Town Seeks To Direct Federal Funds Toward ADA Work at Playhouse in Hopes of Reopening

New Canaan’s highest elected official said this week that the town soon will decide whether to allocate $750,000 in federal funds toward readying The Playhouse for a new movie operator. 

Getting the iconic Elm Street theater back in operation is “one of the biggest economic developments we could do locally” with the first tranche of nearly $6 million in federal funding that New Canaan is getting under the America Rescue Plan Act, according to First Selectman Kevin Moynihan. The $750,000 would be combined with $850,000 already built up through a fund for the 1923-built Playhouse, and together that would be enough “to do all the repairs and code compliance that we need to do to get The Playhouse back in operation,” Moynihan said during the Board fo Selectmen’s regular meeting, held Tuesday at Town Hall and via videoconference. 

“We are working with potential operators who are coming in but we can’t reopen until we have a code-complaint building and refurbished building,” he said. The Board of Finance and Town Council are expected to review and vote on preliminary recommendations for how to spend about $3.5 million of the federal funds that the selectmen discussed during their meeting. Once approved, the town could start appropriating funds in October and November, Moynihan said. “Every town and city is doing this differently and they are making their decisions,” he said.

Moynihan: Movie Operators, Others Interested in Playhouse

New Canaan already has received several calls from movie operators and others interested in The Playhouse on Elm Street, the town’s highest elected official said Monday. Though there’s “a lot of sentiment because it’s good to have a movie theater in town,” according to First Selectman Kevin Moynihan, “we can certainly look at other opportunities to do active performance type things there.”

He spoke during a regular meeting of the Selectmen’s Advisory Committee on Buildings and Infrastructure, held via videoconference. Moynihan was responding to a suggestion from Committee member Stuart Sawabini that the group review the use of town-owned buildings. 

“The movie theater—is it good utilization to bring the theater back?” Sawabini said. “You go right around the town and there’s a long list of buildings, and I just wonder whether periodically it would be advisable for us to go back and look at building utilization and see what we can do to either improve or sell off buildings that we are not using,” he said. Moynihan disclosed last week that Bow Tie Cinemas is terminating its lease for The Playhouse, which closed mid-March amid the onset of COVID-19 virus.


WHAT THE TASK ASKS ->
A line belongs in the answer if it contains "Securities"; copy every such line from the entries below.

★ ★ ★ ★ ★

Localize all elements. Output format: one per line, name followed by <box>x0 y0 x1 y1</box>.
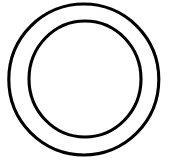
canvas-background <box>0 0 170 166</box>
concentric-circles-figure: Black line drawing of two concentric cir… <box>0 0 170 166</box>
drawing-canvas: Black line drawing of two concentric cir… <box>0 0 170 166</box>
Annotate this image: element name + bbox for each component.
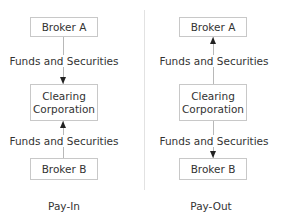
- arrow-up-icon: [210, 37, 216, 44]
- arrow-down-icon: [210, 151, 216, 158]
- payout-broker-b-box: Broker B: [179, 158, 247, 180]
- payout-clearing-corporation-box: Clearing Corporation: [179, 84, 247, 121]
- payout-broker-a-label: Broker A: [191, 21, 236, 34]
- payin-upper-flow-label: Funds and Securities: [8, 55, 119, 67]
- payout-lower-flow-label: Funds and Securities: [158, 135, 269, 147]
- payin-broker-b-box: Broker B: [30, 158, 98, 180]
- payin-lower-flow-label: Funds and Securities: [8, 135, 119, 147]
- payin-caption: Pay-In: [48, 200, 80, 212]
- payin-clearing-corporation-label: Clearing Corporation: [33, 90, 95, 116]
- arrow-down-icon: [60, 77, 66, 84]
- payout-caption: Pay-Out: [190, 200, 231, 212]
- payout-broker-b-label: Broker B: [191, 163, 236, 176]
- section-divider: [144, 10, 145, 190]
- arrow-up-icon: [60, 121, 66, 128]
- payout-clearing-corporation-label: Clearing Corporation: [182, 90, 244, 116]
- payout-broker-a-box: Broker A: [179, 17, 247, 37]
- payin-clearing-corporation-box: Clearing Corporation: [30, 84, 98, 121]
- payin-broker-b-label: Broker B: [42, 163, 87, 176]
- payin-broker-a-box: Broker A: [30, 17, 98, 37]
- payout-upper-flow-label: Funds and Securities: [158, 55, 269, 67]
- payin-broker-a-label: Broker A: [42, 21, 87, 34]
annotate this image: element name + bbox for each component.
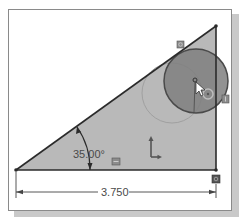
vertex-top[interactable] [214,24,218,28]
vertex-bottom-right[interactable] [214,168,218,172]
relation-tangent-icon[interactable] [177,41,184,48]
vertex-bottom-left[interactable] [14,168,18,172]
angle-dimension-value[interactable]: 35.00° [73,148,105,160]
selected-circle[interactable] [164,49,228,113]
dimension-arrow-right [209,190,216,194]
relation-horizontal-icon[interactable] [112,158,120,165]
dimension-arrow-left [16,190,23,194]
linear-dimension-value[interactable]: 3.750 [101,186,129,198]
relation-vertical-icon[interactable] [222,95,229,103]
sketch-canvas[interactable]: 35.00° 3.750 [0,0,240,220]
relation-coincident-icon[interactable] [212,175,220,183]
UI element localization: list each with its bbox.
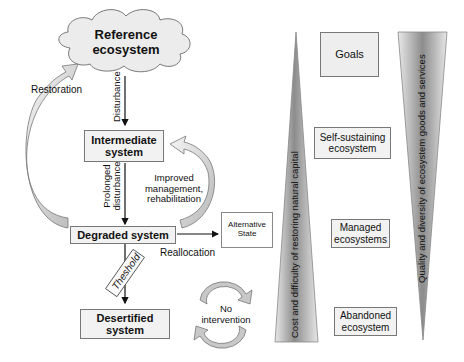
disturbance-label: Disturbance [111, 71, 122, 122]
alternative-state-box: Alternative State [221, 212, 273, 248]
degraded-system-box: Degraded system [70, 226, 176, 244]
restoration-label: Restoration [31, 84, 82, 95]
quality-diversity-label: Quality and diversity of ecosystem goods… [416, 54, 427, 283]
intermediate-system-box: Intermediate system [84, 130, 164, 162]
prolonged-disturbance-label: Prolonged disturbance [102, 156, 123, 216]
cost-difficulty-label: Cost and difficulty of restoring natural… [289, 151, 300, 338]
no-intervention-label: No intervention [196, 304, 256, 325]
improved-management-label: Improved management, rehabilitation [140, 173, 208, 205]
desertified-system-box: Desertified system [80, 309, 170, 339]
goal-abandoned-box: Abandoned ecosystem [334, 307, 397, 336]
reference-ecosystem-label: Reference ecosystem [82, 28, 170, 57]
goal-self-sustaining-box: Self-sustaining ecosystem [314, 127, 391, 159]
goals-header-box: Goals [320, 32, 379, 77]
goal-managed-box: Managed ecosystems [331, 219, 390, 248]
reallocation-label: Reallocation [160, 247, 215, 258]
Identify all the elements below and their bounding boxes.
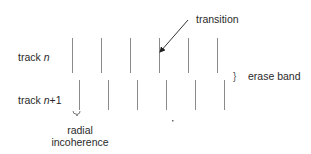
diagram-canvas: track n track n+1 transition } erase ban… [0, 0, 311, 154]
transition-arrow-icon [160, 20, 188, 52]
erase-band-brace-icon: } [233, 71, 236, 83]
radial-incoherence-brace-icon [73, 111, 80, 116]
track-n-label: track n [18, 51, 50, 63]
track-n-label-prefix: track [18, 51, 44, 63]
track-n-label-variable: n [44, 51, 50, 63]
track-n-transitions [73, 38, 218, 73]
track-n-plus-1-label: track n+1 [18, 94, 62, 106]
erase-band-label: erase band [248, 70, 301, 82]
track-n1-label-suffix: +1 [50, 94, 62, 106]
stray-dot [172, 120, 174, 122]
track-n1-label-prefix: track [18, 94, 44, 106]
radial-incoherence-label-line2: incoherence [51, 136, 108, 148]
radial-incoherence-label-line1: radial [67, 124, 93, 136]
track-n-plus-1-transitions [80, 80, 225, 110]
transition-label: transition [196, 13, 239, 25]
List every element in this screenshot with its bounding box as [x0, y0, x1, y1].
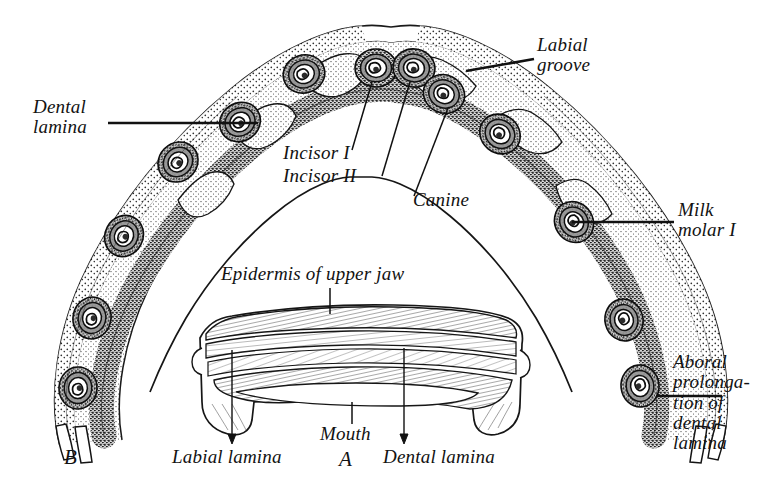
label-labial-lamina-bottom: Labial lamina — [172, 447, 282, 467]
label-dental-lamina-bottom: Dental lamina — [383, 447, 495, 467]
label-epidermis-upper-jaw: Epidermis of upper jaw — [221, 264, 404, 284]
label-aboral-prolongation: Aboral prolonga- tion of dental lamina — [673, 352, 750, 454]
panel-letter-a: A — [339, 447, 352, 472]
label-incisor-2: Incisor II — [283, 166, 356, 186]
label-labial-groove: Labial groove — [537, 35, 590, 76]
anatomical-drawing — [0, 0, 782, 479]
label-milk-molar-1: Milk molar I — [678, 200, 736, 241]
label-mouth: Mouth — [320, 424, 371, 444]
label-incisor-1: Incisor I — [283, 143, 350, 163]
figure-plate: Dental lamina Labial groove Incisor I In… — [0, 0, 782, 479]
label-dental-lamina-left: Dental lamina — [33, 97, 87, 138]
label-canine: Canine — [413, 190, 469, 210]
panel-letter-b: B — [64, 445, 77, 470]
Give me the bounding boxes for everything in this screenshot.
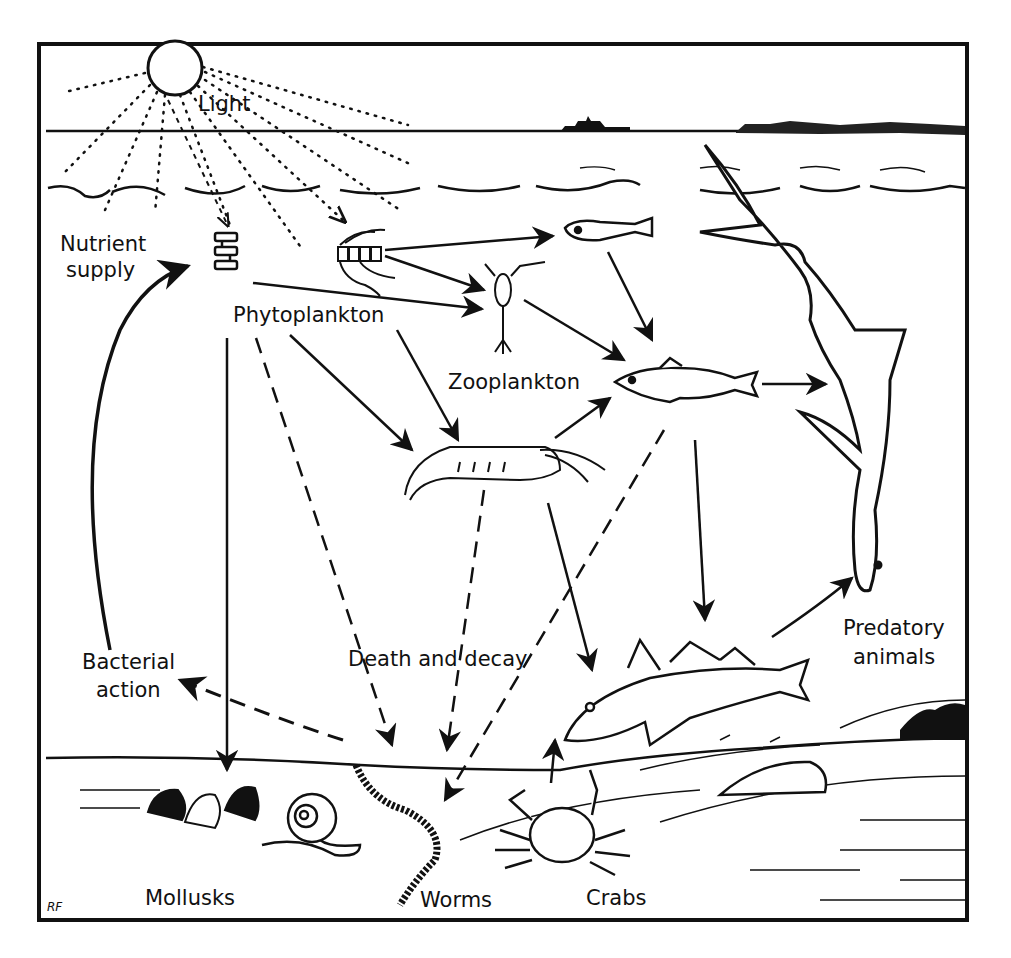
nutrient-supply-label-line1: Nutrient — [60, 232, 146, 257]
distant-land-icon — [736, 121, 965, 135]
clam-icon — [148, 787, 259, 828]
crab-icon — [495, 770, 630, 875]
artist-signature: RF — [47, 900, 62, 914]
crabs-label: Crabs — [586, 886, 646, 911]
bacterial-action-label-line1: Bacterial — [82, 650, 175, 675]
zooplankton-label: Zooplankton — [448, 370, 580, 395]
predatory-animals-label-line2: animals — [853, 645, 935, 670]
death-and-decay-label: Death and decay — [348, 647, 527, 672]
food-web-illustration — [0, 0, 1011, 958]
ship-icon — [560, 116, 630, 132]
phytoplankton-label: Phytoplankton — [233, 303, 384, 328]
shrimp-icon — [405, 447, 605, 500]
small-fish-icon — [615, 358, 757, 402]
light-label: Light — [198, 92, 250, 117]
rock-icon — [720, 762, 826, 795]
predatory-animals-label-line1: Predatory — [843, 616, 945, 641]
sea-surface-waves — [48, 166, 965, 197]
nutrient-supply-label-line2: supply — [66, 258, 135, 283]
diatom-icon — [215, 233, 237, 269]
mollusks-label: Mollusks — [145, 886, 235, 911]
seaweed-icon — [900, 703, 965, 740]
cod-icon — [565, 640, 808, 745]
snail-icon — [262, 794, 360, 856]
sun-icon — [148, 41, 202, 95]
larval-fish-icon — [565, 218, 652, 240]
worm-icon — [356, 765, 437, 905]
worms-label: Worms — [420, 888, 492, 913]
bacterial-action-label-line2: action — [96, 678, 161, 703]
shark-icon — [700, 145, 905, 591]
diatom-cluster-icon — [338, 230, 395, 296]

★ ★ ★ ★ ★

SOLUTION FOR THIS TASK ->
- payin-upper-flow-label: Funds and Securities: [8, 55, 119, 67]
- payout-lower-flow-label: Funds and Securities: [158, 135, 269, 147]
- payin-lower-flow-label: Funds and Securities: [8, 135, 119, 147]
- payout-upper-flow-label: Funds and Securities: [158, 55, 269, 67]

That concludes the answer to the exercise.